In a sense, all story is derivative in some way because all story engages in dialogue with what has come before. Your example of studying Martin Scorese is exactly what we ask students to do with their expository papers at university - the student (or analyst) is describing a work as it appears. That's how discourse happens and how the cultural lexicon is deepened.

Yet, in this case, it's not a human studying, it's a LLM, which by definition is not human. That matters in regards to copyright law and in the larger context of art. It appears this is what you’ve been missing in your questions: in both previous comments you’ve compared AI’s “learning” to your own real, human learning. You are by far not the first person I’ve seen do this and I think it sort of begs the question as to why we’re comparing a complex algorithm to ourselves, humans. If you read Ted Chiang’s article “Why AI isn’t going to make art,” he addresses this misunderstanding of intelligence and how comparing AI “learning” to our own learning is a false equivalence.

Aside from the ethical/pedagogical concerns about AI (which have been explored in the posts mentioned in my article as well as various others) what this comes down to is how the initial LLM was trained, as I’ve said.

If open AI paid the proper licensing would AI be "ok" to use in the way you described -- as a PRIVATE learning tool rather than a generative tool?

My answer in a vacuum would tentatively be "yes,” as a private learning tool. But as an educator it's still not advisable in the context of deep or meaningful learning. In my experience, students learn far better when they discover the answer on their own rather than it being handed to them via AI or any other instructor -- but that's a pedagogical conversation about education, not an AI conversation.

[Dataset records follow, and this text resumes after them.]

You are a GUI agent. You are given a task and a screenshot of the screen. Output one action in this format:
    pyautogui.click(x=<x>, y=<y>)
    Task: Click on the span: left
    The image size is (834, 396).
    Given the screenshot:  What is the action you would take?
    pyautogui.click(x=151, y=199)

In regards to the other part of your question -- using AI to generate a plotline and changing all the words, again, it comes down to how the LLM was trained. If openAI used properly licensed work, generating a plotline is something that I personally wouldn't do but it would “solve” the “stolen work” issue. Unfortunately, that's not what happened when these programs were built. And any use of AI continues to be engaging in theft/plagiarism. You’ve said you feel this claim is dubious. I encourage you to read the lawsuit linked above and accounts from other authors or artists in the community.

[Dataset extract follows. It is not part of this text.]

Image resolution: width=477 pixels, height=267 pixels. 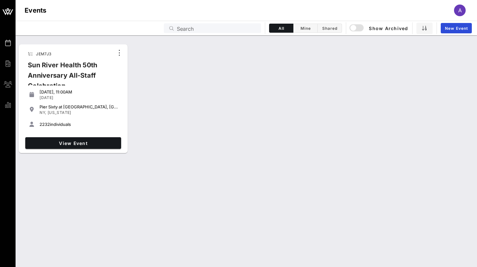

In the larger conversation of gaining knowledge/talent, I think that AI is a paradox. In a perfect world of completely ethical AI training, I'm skeptical of how helpful it would be for writers who have not mastered their craft already. I've spent half my life learning about writing. I've read dozens of craft books, earned my MFA in writing popular fiction, attended workshops, hired developmental editors, attended conventions, and only in the last 2-3 years have I felt I've truly learned enough about novel writing to properly understand, manipulate, and break the “rules” or “conventions” of the craft. In short: if I had access to an ethical AI early in my career it would have more hindered than helped me because I would not have understood the depth of the knowledge presented to me.

Now, as someone who has mastered some aspects of the craft, I still don't use it because I don't need to. Nor do I even want to. Even if it saved me "time" in one phase of the process, I'd spend that time in other phases verifying the information that AI gave me. And I'd much rather pull 80,000 words out of my brain that have been formed into a plot that I created with characters that I like than change 80,000 words of an algo-generated novel so it's passing as "original." I suspect it's not as big as a time saver or as powerful of a writing tool as people thing.

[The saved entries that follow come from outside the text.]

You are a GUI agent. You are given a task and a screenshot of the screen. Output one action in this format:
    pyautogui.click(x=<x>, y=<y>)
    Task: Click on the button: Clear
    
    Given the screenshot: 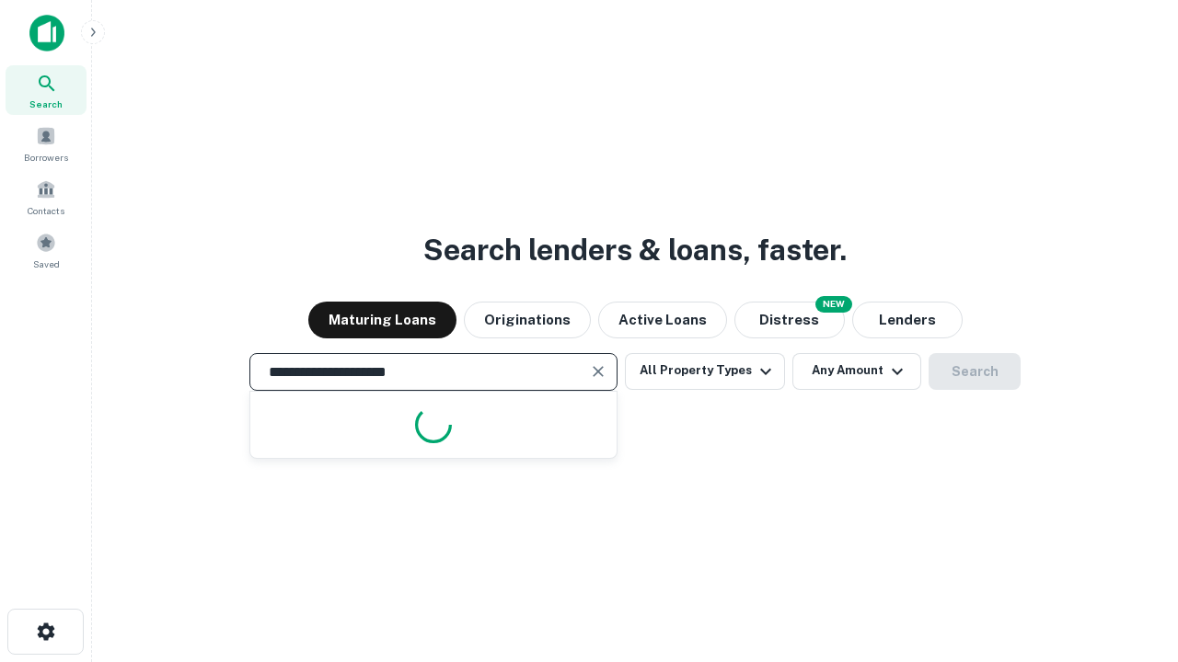 What is the action you would take?
    pyautogui.click(x=598, y=372)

How many craft books are out there that provide analysis of the hero’s journey or detective PI structure? And yet, publishing remains an incredibly difficult field to break into and despite ready access to plot structures we’re not seeing a resurgence of the hero’s journey or hard boiled detective novels.

Again, I want to make it clear that these thought experiments exist in a vacuum and don’t take into account the other ethical concerns about AI’s impact on the environment, the theft of labor from other professionals, and the psychology behind why we consume art in the first place.